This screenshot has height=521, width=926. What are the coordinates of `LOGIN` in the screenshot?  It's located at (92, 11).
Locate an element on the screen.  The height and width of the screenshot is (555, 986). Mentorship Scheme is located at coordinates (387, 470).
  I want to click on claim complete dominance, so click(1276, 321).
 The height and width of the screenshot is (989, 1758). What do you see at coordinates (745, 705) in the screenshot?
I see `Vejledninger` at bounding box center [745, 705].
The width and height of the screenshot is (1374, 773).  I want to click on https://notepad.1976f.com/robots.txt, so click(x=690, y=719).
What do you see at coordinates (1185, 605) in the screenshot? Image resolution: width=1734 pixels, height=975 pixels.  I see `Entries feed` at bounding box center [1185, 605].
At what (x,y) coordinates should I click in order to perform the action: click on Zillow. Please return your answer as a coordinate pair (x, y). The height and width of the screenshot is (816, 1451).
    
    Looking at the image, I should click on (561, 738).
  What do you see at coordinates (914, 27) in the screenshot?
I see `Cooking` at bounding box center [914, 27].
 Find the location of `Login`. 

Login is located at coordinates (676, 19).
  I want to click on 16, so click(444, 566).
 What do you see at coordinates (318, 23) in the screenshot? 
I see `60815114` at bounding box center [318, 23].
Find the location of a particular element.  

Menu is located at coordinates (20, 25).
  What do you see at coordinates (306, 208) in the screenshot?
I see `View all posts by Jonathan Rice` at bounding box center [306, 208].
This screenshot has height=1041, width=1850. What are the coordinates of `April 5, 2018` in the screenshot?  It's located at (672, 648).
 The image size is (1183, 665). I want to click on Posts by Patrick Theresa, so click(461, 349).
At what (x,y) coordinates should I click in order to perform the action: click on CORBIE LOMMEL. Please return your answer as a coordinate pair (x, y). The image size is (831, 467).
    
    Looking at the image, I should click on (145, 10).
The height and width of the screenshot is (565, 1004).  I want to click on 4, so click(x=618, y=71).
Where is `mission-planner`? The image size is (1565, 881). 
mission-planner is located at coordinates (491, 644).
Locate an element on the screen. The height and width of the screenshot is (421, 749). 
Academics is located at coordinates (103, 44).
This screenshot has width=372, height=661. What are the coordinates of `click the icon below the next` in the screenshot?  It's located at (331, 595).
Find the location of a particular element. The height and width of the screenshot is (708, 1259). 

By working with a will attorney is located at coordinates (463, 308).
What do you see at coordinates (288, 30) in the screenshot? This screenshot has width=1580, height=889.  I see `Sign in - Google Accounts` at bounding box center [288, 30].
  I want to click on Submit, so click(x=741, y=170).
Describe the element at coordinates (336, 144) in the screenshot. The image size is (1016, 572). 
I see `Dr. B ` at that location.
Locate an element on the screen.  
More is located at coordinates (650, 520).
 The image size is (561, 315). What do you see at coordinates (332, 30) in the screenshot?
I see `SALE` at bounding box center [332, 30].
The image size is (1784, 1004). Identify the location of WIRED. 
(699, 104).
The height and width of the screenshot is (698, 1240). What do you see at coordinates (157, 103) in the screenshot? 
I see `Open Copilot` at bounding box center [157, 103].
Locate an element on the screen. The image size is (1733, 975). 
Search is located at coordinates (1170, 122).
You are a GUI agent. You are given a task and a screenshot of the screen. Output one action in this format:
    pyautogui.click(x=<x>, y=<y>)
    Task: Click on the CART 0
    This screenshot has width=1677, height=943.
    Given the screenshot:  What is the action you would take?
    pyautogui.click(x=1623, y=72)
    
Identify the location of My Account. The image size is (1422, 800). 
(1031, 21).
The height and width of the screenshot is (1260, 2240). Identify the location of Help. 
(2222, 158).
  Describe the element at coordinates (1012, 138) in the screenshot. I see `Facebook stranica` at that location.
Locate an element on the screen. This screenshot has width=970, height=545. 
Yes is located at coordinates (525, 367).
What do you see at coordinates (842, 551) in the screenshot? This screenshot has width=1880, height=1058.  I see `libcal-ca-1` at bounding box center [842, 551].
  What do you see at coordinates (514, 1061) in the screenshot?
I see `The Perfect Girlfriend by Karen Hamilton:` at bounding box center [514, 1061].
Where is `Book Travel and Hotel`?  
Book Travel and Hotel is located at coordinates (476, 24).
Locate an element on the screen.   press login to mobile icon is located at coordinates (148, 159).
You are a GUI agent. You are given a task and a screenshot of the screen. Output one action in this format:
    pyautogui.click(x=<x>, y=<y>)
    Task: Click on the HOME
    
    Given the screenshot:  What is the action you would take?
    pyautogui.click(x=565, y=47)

:::::

● **Task requirements**
Once the listing above has been read, restate it exactly.

● **Task solution**
This screenshot has height=521, width=926. What are the coordinates of `LOGIN` in the screenshot?  It's located at (92, 11).
Locate an element on the screen.  The height and width of the screenshot is (555, 986). Mentorship Scheme is located at coordinates (387, 470).
  I want to click on claim complete dominance, so click(1276, 321).
 The height and width of the screenshot is (989, 1758). What do you see at coordinates (745, 705) in the screenshot?
I see `Vejledninger` at bounding box center [745, 705].
The width and height of the screenshot is (1374, 773).  I want to click on https://notepad.1976f.com/robots.txt, so click(x=690, y=719).
What do you see at coordinates (1185, 605) in the screenshot? Image resolution: width=1734 pixels, height=975 pixels.  I see `Entries feed` at bounding box center [1185, 605].
At what (x,y) coordinates should I click in order to perform the action: click on Zillow. Please return your answer as a coordinate pair (x, y). The height and width of the screenshot is (816, 1451).
    
    Looking at the image, I should click on (561, 738).
  What do you see at coordinates (914, 27) in the screenshot?
I see `Cooking` at bounding box center [914, 27].
 Find the location of `Login`. 

Login is located at coordinates (676, 19).
  I want to click on 16, so click(444, 566).
 What do you see at coordinates (318, 23) in the screenshot? 
I see `60815114` at bounding box center [318, 23].
Find the location of a particular element.  

Menu is located at coordinates (20, 25).
  What do you see at coordinates (306, 208) in the screenshot?
I see `View all posts by Jonathan Rice` at bounding box center [306, 208].
This screenshot has height=1041, width=1850. What are the coordinates of `April 5, 2018` in the screenshot?  It's located at (672, 648).
 The image size is (1183, 665). I want to click on Posts by Patrick Theresa, so click(461, 349).
At what (x,y) coordinates should I click in order to perform the action: click on CORBIE LOMMEL. Please return your answer as a coordinate pair (x, y). The image size is (831, 467).
    
    Looking at the image, I should click on (145, 10).
The height and width of the screenshot is (565, 1004).  I want to click on 4, so click(x=618, y=71).
Where is `mission-planner`? The image size is (1565, 881). 
mission-planner is located at coordinates (491, 644).
Locate an element on the screen. The height and width of the screenshot is (421, 749). 
Academics is located at coordinates (103, 44).
This screenshot has width=372, height=661. What are the coordinates of `click the icon below the next` in the screenshot?  It's located at (331, 595).
Find the location of a particular element. The height and width of the screenshot is (708, 1259). 

By working with a will attorney is located at coordinates (463, 308).
What do you see at coordinates (288, 30) in the screenshot? This screenshot has width=1580, height=889.  I see `Sign in - Google Accounts` at bounding box center [288, 30].
  I want to click on Submit, so click(x=741, y=170).
Describe the element at coordinates (336, 144) in the screenshot. The image size is (1016, 572). 
I see `Dr. B ` at that location.
Locate an element on the screen.  
More is located at coordinates (650, 520).
 The image size is (561, 315). What do you see at coordinates (332, 30) in the screenshot?
I see `SALE` at bounding box center [332, 30].
The image size is (1784, 1004). Identify the location of WIRED. 
(699, 104).
The height and width of the screenshot is (698, 1240). What do you see at coordinates (157, 103) in the screenshot? 
I see `Open Copilot` at bounding box center [157, 103].
Locate an element on the screen. The image size is (1733, 975). 
Search is located at coordinates (1170, 122).
You are a GUI agent. You are given a task and a screenshot of the screen. Output one action in this format:
    pyautogui.click(x=<x>, y=<y>)
    Task: Click on the CART 0
    This screenshot has width=1677, height=943.
    Given the screenshot:  What is the action you would take?
    pyautogui.click(x=1623, y=72)
    
Identify the location of My Account. The image size is (1422, 800). 
(1031, 21).
The height and width of the screenshot is (1260, 2240). Identify the location of Help. 
(2222, 158).
  Describe the element at coordinates (1012, 138) in the screenshot. I see `Facebook stranica` at that location.
Locate an element on the screen. This screenshot has width=970, height=545. 
Yes is located at coordinates (525, 367).
What do you see at coordinates (842, 551) in the screenshot? This screenshot has width=1880, height=1058.  I see `libcal-ca-1` at bounding box center [842, 551].
  What do you see at coordinates (514, 1061) in the screenshot?
I see `The Perfect Girlfriend by Karen Hamilton:` at bounding box center [514, 1061].
Where is `Book Travel and Hotel`?  
Book Travel and Hotel is located at coordinates (476, 24).
Locate an element on the screen.   press login to mobile icon is located at coordinates (148, 159).
You are a GUI agent. You are given a task and a screenshot of the screen. Output one action in this format:
    pyautogui.click(x=<x>, y=<y>)
    Task: Click on the HOME
    
    Given the screenshot:  What is the action you would take?
    pyautogui.click(x=565, y=47)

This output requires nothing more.